Credit: © NEEM ICE CORE DRILLING PROJECT

The continent of Greenland lies buried beneath an ice sheet that is 3,000 m thick at its greatest vertical extent. At the base of this vast sheet there is ice formed from snow that fell more than 120,000 years ago, during the last interglacial period. The chemistry of the ice — and of the air trapped within it — can be used to reconstruct climate conditions at the time of formation. But unlike the neatly layered ice near the top of the ice sheet, the oldest Greenland ice — from the last interglacial period — is often highly deformed where the ice melted or slipped over uneven bedrock. Folding, overturning and discontinuities at the base of the ice sheet have so far precluded any meaningful analysis of the climate of the last interglacial period, also known as the Eemian.

For the north Greenland Eemian ice drilling project (NEEM), a location on flat bedrock was carefully chosen in the hope of finally retrieving an ice core with intact interglacial ice. However, initial results revealed that this ice, too, was folded and discontinuous. Nevertheless, Dorthe Dahl-Jensen and her NEEM colleagues were able to unravel these records with the help of oxygen isotopes, an analysis of ice crystal structures and radar data. They present a temperature and ice-melt record that reaches back 128,000 years, to the peak of Eemian warmth (Nature http://dx.doi.org/10.1038/nature11789; 2013).

Dahl-Jensen and colleagues found a number of unexpected features. Between 127,000 and 118,300 years ago, mean annual temperatures were about 5 °C warmer than those of the last millennium. At their peak, 126,000 years ago, temperatures were as much as 8 °C warmer than during the last millennium. Surface melting throughout this interval was extensive. However, the team estimates that the ice thickness at their drill site declined by only about 400 m between 128,000 and 120,000 years ago, although the uncertainties in this value are considerable.

The last interglacial period saw sea levels about 4–8 m higher than present and global mean annual temperatures several degrees warmer than pre-industrial values. Many numerical simulations of the Greenland ice sheet during this warm period show a great deal of melting, including at the location of the NEEM ice core.
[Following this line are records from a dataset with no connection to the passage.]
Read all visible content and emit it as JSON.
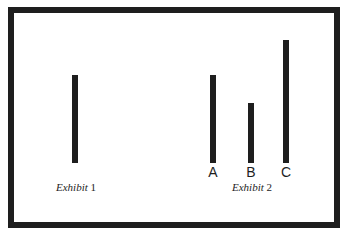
{
  "exhibit1": {
    "caption_word": "Exhibit",
    "caption_num": "1",
    "bars": [
      {
        "label": "",
        "x": 72,
        "top": 75,
        "bottom": 163
      }
    ]
  },
  "exhibit2": {
    "caption_word": "Exhibit",
    "caption_num": "2",
    "bars": [
      {
        "label": "A",
        "x": 210,
        "top": 75,
        "bottom": 163
      },
      {
        "label": "B",
        "x": 248,
        "top": 103,
        "bottom": 163
      },
      {
        "label": "C",
        "x": 283,
        "top": 40,
        "bottom": 163
      }
    ]
  },
  "colors": {
    "line": "#1e1e1e",
    "background": "#ffffff"
  }
}
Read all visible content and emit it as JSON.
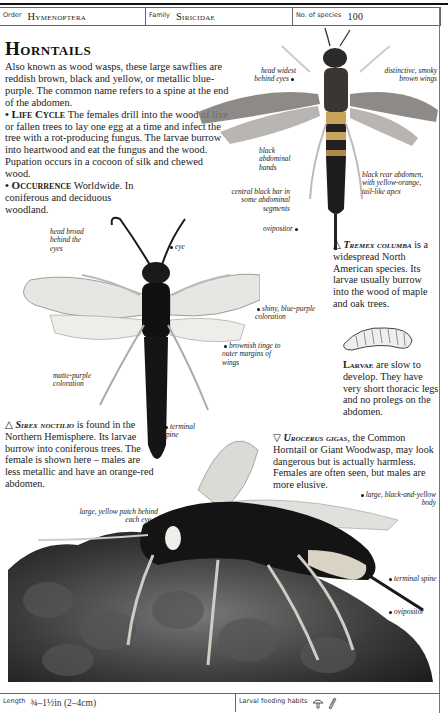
{
  "header": {
    "order_label": "Order",
    "order_value": "Hymenoptera",
    "family_label": "Family",
    "family_value": "Siricidae",
    "species_label": "No. of species",
    "species_value": "100"
  },
  "title": "Horntails",
  "intro": {
    "paragraph": "Also known as wood wasps, these large sawflies are reddish brown, black and yellow, or metallic blue-purple. The common name refers to a spine at the end of the abdomen.",
    "life_cycle_heading": "• Life Cycle",
    "life_cycle_text": "The females drill into the wood of live or fallen trees to lay one egg at a time and infect the tree with a rot-producing fungus. The larvae burrow into heartwood and eat the fungus and the wood. Pupation occurs in a cocoon of silk and chewed wood.",
    "occurrence_heading": "• Occurrence",
    "occurrence_text": "Worldwide. In coniferous and deciduous woodland."
  },
  "tremex": {
    "labels": {
      "head": "head widest behind eyes",
      "wings": "distinctive, smoky brown wings",
      "bands": "black abdominal bands",
      "bar": "central black bar in some abdominal segments",
      "rear": "black rear abdomen, with yellow-orange, tail-like apex",
      "ovipositor": "ovipositor"
    },
    "caption_marker": "△",
    "caption_species": "Tremex columba",
    "caption_text": "is a widespread North American species. Its larvae usually burrow into the wood of maple and oak trees."
  },
  "larvae": {
    "heading": "Larvae",
    "text": "are slow to develop. They have very short thoracic legs and no prolegs on the abdomen."
  },
  "sirex": {
    "labels": {
      "head": "head broad behind the eyes",
      "eye": "eye",
      "shiny": "shiny, blue-purple coloration",
      "tinge": "brownish tinge to outer margins of wings",
      "matte": "matte-purple coloration",
      "spine": "terminal spine"
    },
    "caption_marker": "△",
    "caption_species": "Sirex noctilio",
    "caption_text": "is found in the Northern Hemisphere. Its larvae burrow into coniferous trees. The female is shown here – males are less metallic and have an orange-red abdomen."
  },
  "urocerus": {
    "labels": {
      "patch": "large, yellow patch behind each eye",
      "body": "large, black-and-yellow body",
      "spine": "terminal spine",
      "ovipositor": "ovipositor"
    },
    "caption_marker": "▽",
    "caption_species": "Urocerus gigas",
    "caption_text": ", the Common Horntail or Giant Woodwasp, may look dangerous but is actually harmless. Females are often seen, but males are more elusive."
  },
  "footer": {
    "length_label": "Length",
    "length_value": "¾–1½in (2–4cm)",
    "feeding_label": "Larval feeding habits",
    "feeding_icons": [
      "fungus-icon",
      "wood-icon"
    ]
  }
}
The relatively small change in elevation as reconstructed by Dahl-Jensen and colleagues is consistent with only a few models. These models also suggest that the runoff of Greenland meltwater into the oceans raised sea level by only about 2 m, no more than half of the total observed sea level rise.

The thermal expansion of the warming oceans and melting of smaller alpine glaciers could, of course, have contributed to the sea level rise. But it is hard to reconcile modern values of water storage in ice outside of the ice sheets with the remaining 2–6-m sea level rise. Instead, at least some of that water must have come from melting of Antarctic ice.

We had long believed that ice on Antarctica was stable. But growing evidence suggests that the ice sheet covering West Antarctica may be prone to collapse during periods of warmth. Our first look at the Eemian ice in Greenland seems to support this idea.